Tuesday, January 8, 2008

Running inside the Coliseum

Did you know that once a week, anyone can run laps inside the Coliseum? That’s the massive circular-bowl stadium in LA with an oval Olympic-standard track around its playing field. The home field for the USC football team, it housed the 1932 and 1984 Olympics. The Brooklyn Dodgers played there when they moved out west. It hosted Super Bowls I and VII. It is a National Historic Landmark.

Every Tuesday morning they open it to runners. I have spent the last couple of days posting about "fixing" my Profile for the new year, but I haven’t told you where I have been. This morning I was running laps in the Coliseum at an RBF reunion set up by Bex, who now lives in LA. Also there were David, Rich and Jeanne. It was an unbelievable feeling to be inside the huge historic structure, standing on the broad composition orange-brown track with the bright white lines separating the eight lanes. I looked up and all I saw was the majestic sweep of stands rearing back all around me, except for one open end of the stadium where there were columns inside an arch housing two larger-than-life-size statues of semi-clad perfect Olympian athletes, a male and a female.

I was running fast laps with David. Rich, because he has a marathon next week, was taking it easy. Jeanne was running with Bex, but they appeared to be doing more talking than running. They used to work together and I guess they were catching up. Besides, Bex has a marathon in two weeks. David and I seemed to have some sort of competitive thing going, and we were passing the other RBFers practically every lap. David is doing a marathon in a few weeks, and he seems to be in tip-top form. He was almost impossible to keep ahead of.

It was warm and light at 7 am. This was a special workout and I was so appreciative of Bex for arranging this, and glad that the other RBFers could respond to the special invitation also. Despite the early hour, the stadium was alive. Several runners were circling the track. Other athletes were pounding up and down the stairs in the stands.

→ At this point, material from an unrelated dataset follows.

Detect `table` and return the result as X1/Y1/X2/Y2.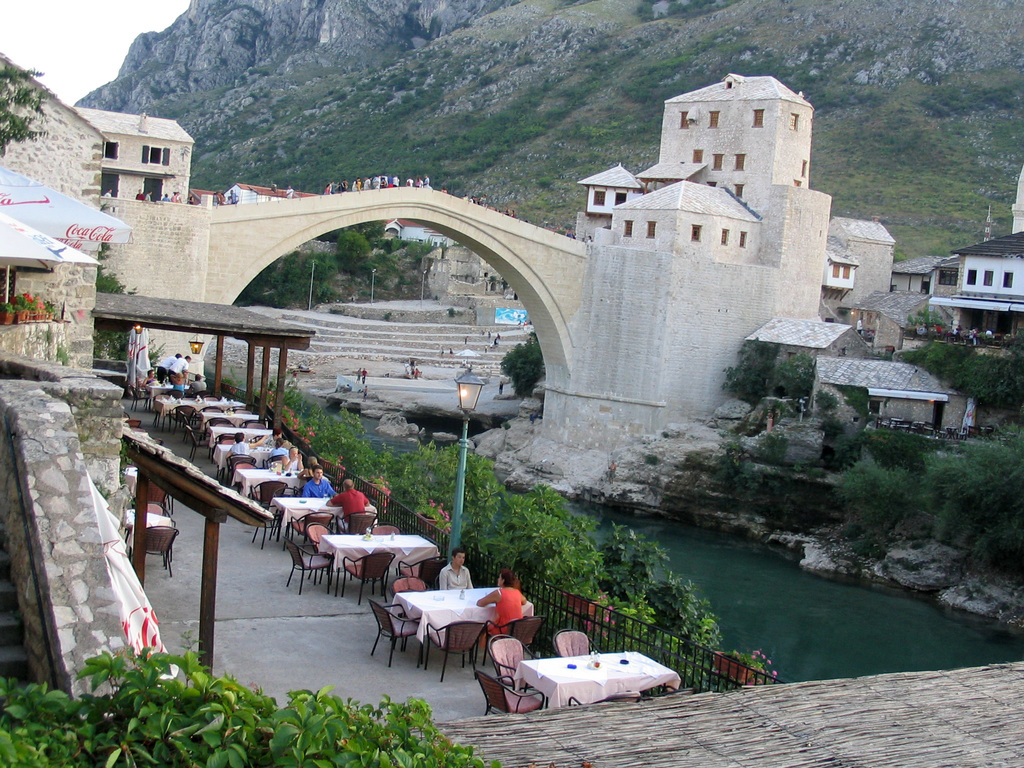
514/637/684/709.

Because our laps seemed to be a little slow despite our hard running, David and I decided that the venerable old Coliseum track was a quarter mile in length, like all American tracks used to be, not the slightly shorter 400M, which is the length on almost all tracks today. We had done several repeats and were lining up to start another one. Bex and Jeanne were coming around the last curve towards us. I didn’t know where Rich was, I think he might have been sitting over by our bags, quaffing water. At that moment the alarm went off and I woke up. I have to tell you, I just hate it when that happens.

6 comments:

Rainmaker said...

So now I'm confused - do they actually open the track up on Tuesday mornings? Or was that part of the dream too? Cause I thought the track was gone.

peter said...

I have been to the California Science Center, and walked around the outside of the Coliseum. I have never been inside it. The dream actually occurred yesterday morning, and it was a nice workout while it lasted, so smooth and easy. But it was all a dream. I seriously doubt that anyone other than Trojan football players ever train inside of there, and the track the track very well might be removed.

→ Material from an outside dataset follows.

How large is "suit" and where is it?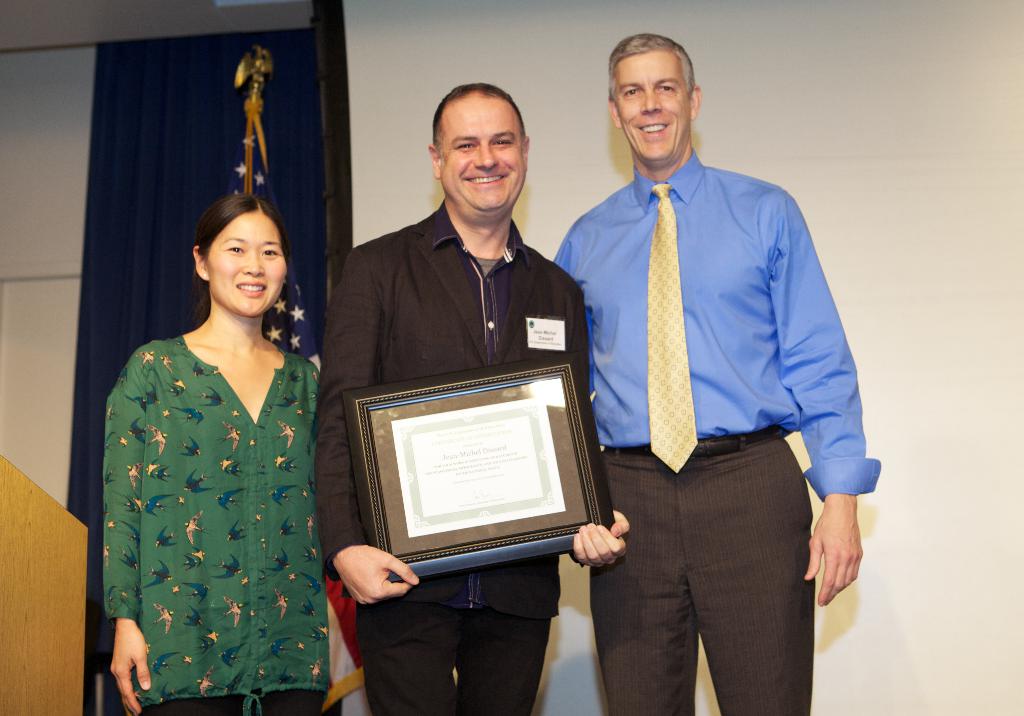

I was trying a literary exercise, to draw the reader into a willing suspension of disbelief, disrupted at the end by the abrupt restoration of reality. I had to get inside the Coliseum somehow, I couldn't just suddenly be in California running laps, so I treated it like the Washington and Lee High School Track which the DC Roadrunners use once a week. I see instead of a "surprise" story I created a head-scratching situation. Back to the literary drawing board.

Thanks for the comment. People should go to your place to see all the interesting spots you have been to by bike, plane, helicoptor and aircraft carrier--the islands in the Pacific, the big navy base on the east coast, football in Philly, skiing in North America, travelling on the west coast and in New England, phew.

Susan said...

Oh man - you got me! It was like I was there.

Good work.

jeanne said...

i'm so excited to have featured in someone else's dream!

whatever you're taking, man, i want some!
:)

David said...

I was wondering how the heck Jeanne got to California in her car; and I thought (without hyperlinking) you must know another David. I was jealous like nobody's business.
I was transported. Thanks for the ride.
With that, I highly recommend a similar cinematic dispatch to fantasy with at least one eye open: "The Diving Bell and the Butterfly." It's a work of art.

Rainmaker said...

Fear not - I got all the literary pieces (dream scene) - I just wasn't sure if by chance that little portion about the track being open was based on fact.

It was a good post though - something different, fun!